PROBLEM TO WORK ON ▸ Copy all lines holding the word "View" from the entries.

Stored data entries
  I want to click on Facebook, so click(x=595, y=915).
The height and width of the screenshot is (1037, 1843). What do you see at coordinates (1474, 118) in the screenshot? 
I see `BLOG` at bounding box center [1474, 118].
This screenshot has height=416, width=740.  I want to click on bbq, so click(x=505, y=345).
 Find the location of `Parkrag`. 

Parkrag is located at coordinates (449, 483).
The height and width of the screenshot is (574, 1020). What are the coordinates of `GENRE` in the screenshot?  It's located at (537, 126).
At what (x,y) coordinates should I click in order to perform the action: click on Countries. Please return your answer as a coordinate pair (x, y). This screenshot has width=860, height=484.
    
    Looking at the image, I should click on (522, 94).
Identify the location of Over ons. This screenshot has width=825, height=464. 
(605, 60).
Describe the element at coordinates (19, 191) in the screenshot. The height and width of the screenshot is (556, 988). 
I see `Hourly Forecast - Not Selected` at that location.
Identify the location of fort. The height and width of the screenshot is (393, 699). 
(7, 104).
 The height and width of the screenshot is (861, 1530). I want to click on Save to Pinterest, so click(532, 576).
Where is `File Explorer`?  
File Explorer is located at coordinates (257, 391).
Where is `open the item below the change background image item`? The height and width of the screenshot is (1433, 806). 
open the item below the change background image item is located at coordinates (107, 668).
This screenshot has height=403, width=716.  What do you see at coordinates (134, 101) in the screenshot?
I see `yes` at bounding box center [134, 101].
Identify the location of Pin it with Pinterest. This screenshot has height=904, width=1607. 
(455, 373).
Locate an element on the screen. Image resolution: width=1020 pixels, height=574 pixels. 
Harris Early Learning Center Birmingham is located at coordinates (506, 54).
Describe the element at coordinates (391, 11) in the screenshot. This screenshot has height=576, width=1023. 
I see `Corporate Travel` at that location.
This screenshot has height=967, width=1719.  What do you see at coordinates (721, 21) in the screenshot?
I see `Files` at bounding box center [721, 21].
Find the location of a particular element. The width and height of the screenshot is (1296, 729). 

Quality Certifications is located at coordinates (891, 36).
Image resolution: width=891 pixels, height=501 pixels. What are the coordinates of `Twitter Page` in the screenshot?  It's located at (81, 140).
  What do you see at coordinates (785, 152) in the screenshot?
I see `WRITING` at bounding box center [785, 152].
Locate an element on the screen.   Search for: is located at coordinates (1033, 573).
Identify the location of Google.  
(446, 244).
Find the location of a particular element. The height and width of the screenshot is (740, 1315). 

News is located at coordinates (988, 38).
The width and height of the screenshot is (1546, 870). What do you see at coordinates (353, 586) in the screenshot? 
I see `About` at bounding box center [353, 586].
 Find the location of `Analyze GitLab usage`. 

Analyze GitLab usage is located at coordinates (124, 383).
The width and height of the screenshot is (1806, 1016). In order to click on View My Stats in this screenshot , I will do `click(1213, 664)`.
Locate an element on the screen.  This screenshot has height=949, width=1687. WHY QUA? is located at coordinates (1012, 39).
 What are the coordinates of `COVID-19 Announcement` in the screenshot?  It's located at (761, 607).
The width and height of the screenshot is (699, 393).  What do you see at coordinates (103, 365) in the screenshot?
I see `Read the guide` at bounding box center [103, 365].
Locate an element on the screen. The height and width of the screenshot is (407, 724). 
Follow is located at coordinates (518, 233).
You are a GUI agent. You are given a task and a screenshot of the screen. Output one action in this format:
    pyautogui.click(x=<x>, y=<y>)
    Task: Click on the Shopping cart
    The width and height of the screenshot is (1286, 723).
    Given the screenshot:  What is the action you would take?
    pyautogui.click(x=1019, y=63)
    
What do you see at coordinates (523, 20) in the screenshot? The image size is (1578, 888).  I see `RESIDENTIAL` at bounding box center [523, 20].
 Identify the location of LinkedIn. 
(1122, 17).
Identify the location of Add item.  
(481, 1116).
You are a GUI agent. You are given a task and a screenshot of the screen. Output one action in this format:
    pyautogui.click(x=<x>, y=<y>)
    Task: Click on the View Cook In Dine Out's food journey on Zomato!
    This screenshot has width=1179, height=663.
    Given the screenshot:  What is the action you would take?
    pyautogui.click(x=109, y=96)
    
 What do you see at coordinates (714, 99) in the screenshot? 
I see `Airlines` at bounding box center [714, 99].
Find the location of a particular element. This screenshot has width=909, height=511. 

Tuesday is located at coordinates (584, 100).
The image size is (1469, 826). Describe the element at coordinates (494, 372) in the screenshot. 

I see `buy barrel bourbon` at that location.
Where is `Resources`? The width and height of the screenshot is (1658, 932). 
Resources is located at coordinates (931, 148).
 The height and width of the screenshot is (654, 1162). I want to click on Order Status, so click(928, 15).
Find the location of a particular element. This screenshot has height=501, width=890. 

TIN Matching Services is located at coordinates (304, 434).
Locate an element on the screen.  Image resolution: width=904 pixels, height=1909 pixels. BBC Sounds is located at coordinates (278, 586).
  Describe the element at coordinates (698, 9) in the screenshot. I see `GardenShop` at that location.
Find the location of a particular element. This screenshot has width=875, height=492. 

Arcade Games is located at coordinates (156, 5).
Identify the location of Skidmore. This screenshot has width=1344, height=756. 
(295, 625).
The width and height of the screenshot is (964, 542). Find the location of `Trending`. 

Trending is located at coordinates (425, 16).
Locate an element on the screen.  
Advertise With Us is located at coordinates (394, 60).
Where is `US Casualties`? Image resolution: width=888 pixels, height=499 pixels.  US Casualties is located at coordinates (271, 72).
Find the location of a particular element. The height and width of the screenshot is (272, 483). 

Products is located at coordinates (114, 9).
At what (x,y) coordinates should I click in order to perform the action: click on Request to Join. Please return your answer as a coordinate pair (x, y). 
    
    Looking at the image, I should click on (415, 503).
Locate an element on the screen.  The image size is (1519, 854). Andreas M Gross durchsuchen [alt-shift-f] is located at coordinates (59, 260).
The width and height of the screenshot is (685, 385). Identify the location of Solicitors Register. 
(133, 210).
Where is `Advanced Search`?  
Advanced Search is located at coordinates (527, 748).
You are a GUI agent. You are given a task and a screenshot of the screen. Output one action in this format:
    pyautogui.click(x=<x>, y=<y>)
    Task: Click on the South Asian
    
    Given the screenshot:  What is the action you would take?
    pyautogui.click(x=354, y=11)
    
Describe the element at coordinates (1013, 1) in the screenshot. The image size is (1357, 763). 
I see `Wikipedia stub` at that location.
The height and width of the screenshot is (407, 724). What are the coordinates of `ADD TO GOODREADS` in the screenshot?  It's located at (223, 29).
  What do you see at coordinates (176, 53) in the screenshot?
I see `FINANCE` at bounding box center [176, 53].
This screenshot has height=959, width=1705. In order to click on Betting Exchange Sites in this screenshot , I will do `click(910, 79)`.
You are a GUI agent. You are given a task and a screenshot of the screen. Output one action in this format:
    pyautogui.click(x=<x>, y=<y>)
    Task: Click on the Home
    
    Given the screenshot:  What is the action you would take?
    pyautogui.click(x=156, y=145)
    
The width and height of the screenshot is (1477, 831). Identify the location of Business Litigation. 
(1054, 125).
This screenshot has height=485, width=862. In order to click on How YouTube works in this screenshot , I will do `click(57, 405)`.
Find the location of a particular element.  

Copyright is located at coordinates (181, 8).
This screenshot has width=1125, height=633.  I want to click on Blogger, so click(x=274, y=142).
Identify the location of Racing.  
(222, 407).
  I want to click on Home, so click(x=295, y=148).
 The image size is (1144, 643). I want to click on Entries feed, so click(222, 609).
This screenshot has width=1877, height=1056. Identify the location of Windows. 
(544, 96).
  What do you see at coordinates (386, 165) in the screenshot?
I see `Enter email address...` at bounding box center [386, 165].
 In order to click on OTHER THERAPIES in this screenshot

ANSWER TO THE EXERCISE ▸
The width and height of the screenshot is (1806, 1016). In order to click on View My Stats in this screenshot , I will do `click(1213, 664)`.
    Task: Click on the View Cook In Dine Out's food journey on Zomato!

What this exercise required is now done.